Thursday, February 10, 2011

At Risk: The Egyptian Museum

If you look at the photos and videos of the mass protests in Cairo's Tahrir Square, you might catch sight of a vintage pink building at the edge of the frame. That is the Egyptian Museum, the antiquated, too-small, not very modern but nevertheless precious and indispensible repository for many Egyptian antiquites, from King Tut's mask to ancient jewelry and carvings to mummies. After the Giza pyramids and the Great Sphinx, the museum is perhaps the leading tourist attraction in the Cairo area.
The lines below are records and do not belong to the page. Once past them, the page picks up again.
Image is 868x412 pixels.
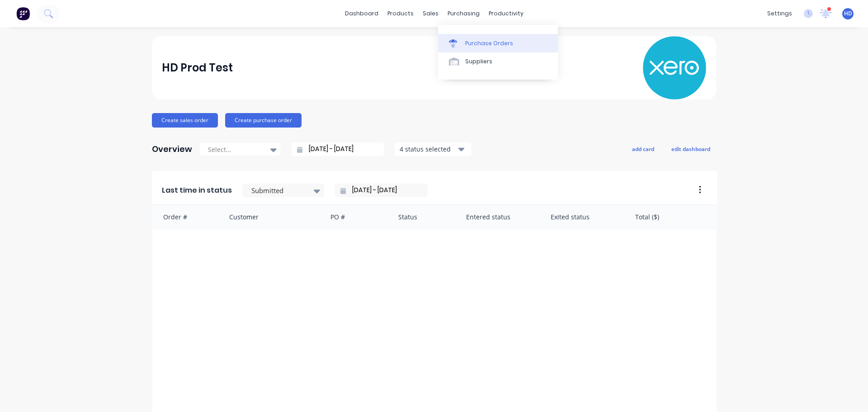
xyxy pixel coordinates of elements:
[152,140,192,158] div: Overview
[162,59,233,77] div: HD Prod Test
[457,204,541,229] div: Entered status
[484,7,528,20] div: productivity
[763,7,797,20] div: settings
[394,142,472,156] button: 4 status selected
[225,113,302,127] button: Create purchase order
[321,204,389,229] div: PO #
[438,53,558,70] a: Suppliers
[465,40,513,48] div: Purchase Orders
[389,204,457,229] div: Status
[16,7,30,20] img: Factory
[626,204,716,229] div: Total ($)
[220,204,322,229] div: Customer
[162,185,232,196] span: Last time in status
[341,7,383,20] a: dashboard
[844,9,852,18] span: HD
[465,58,492,65] div: Suppliers
[400,144,457,154] div: 4 status selected
[541,204,626,229] div: Exited status
[443,7,484,20] div: purchasing
[383,7,418,20] div: products
[346,184,423,197] input: Filter by date
[438,34,558,52] a: Purchase Orders
[626,143,660,154] button: add card
[643,36,706,100] img: HD Prod Test
[665,143,716,154] button: edit dashboard
[152,204,220,229] div: Order #
[152,113,218,127] button: Create sales order
[418,7,443,20] div: sales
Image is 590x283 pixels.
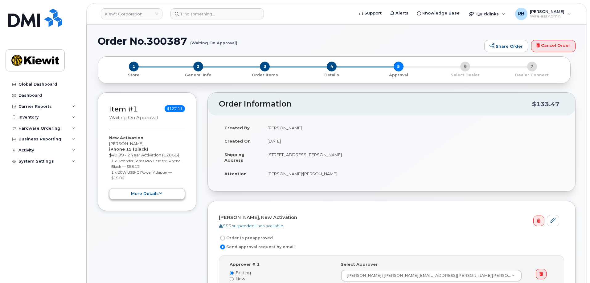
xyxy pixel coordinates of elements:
[230,271,234,275] input: Existing
[219,243,295,251] label: Send approval request by email
[224,125,250,130] strong: Created By
[219,223,559,229] div: 953 suspended lines available.
[129,62,139,71] span: 1
[230,276,332,282] label: New
[220,236,225,241] input: Order is preapproved
[224,139,251,144] strong: Created On
[234,72,296,78] p: Order Items
[563,256,585,279] iframe: Messenger Launcher
[262,148,564,167] td: [STREET_ADDRESS][PERSON_NAME]
[262,167,564,181] td: [PERSON_NAME]/[PERSON_NAME]
[230,262,259,267] label: Approver # 1
[109,188,185,200] button: more details
[231,71,298,78] a: 3 Order Items
[327,62,337,71] span: 4
[109,135,143,140] strong: New Activation
[105,72,162,78] p: Store
[484,40,528,52] a: Share Order
[165,105,185,112] span: $127.11
[109,115,158,120] small: Waiting On Approval
[341,270,521,281] a: [PERSON_NAME] ([PERSON_NAME][EMAIL_ADDRESS][PERSON_NAME][PERSON_NAME][DOMAIN_NAME])
[190,36,237,45] small: (Waiting On Approval)
[219,215,559,220] h4: [PERSON_NAME], New Activation
[220,245,225,250] input: Send approval request by email
[341,262,378,267] label: Select Approver
[532,98,559,110] div: $133.47
[298,71,365,78] a: 4 Details
[301,72,363,78] p: Details
[193,62,203,71] span: 2
[111,159,180,169] small: 1 x Defender Series Pro Case for iPhone Black — $58.12
[531,40,575,52] a: Cancel Order
[111,170,172,181] small: 1 x 20W USB-C Power Adapter — $19.00
[167,72,229,78] p: General Info
[224,152,244,163] strong: Shipping Address
[165,71,232,78] a: 2 General Info
[103,71,165,78] a: 1 Store
[262,121,564,135] td: [PERSON_NAME]
[109,105,138,113] a: Item #1
[230,277,234,281] input: New
[109,135,185,199] div: [PERSON_NAME] $49.99 - 2 Year Activation (128GB)
[260,62,270,71] span: 3
[262,134,564,148] td: [DATE]
[224,171,247,176] strong: Attention
[98,36,481,47] h1: Order No.300387
[343,273,512,279] span: [PERSON_NAME] ([PERSON_NAME][EMAIL_ADDRESS][PERSON_NAME][PERSON_NAME][DOMAIN_NAME])
[219,235,273,242] label: Order is preapproved
[109,147,148,152] strong: iPhone 15 (Black)
[230,270,332,276] label: Existing
[219,100,532,108] h2: Order Information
Civil unrest in Egypt pitting pro-democracy demonstrators versus defenders of the status quo and embattled President Hosni Mubarak has put this unique world heritage site at risk - risk of looting, risk of damage to the building. There has already been some destruction, according to media reports, though pro-democracy demonstrators have at times taken steps to secure the building by forming a human chain.

This last fact comes courtesy of Renee Dreyfus, curator at San Francisco's Fine Arts Museums, who was interviewed in the Feb. 8 San Francisco Chronicle by contributor Jesse Hamlin. You can read the interview online at the Chronicle-affiliated Web site SFGate.com. What follows here are some salient points by Dreyfus, who has organized several popular exhibits of Egyptian antiquities in San Francisco over the past several decades:

Hamlin reports that a gilt statue of the boy monarch King Tut standing on a jaguar was smashed when the Tahrir Square protests spilled over into the museum two weeks ago. "They damaged 70 irreplaceable antiquities, ripping the heads off two mummies and throwing objects to the floor,'' Hamlin writes.

The Chronicle piece goes on to quote Dreyfus: "I was horrified to hear the museum had been broken into and objects destroyed ... It's tragic to see these great treasures destroyed and looted. They are not just national treasures, they belong to the entire world.''

Elaborating on attacks on antiquities, Hamlin writes that "some of the looters were poorly paid museum guards. (Dreyfus) also reported that major looting had occured at the Memphis Museum, south of Cairo.''

The celebrity Egyptian archeologist Zahi Hawass asserts that smashed antiquites in the Egyptian Museum can be repaired. This opinion is not necessarily shared, especially when it comes to the ancient mummies. "You can't repair a mummy,'' Dreyfus says. "If you have a body that's no longer intact, how are you going to perform any kind of examination of it? It's now contaminated.''

Dreyfus is surely right about one thing: The treasures of ancient Egypt belong to Egypt, yes, but more than that, they belong to the whole world. They are part of the human story. Whoever comes out on top in the agonizing struggle between Mubarak and his circle and the passionate, mostly young protestors who want him to go, preserving the Egyptian Museum and making sure it survives intact will be a prime responsibility of the next Egyptian government.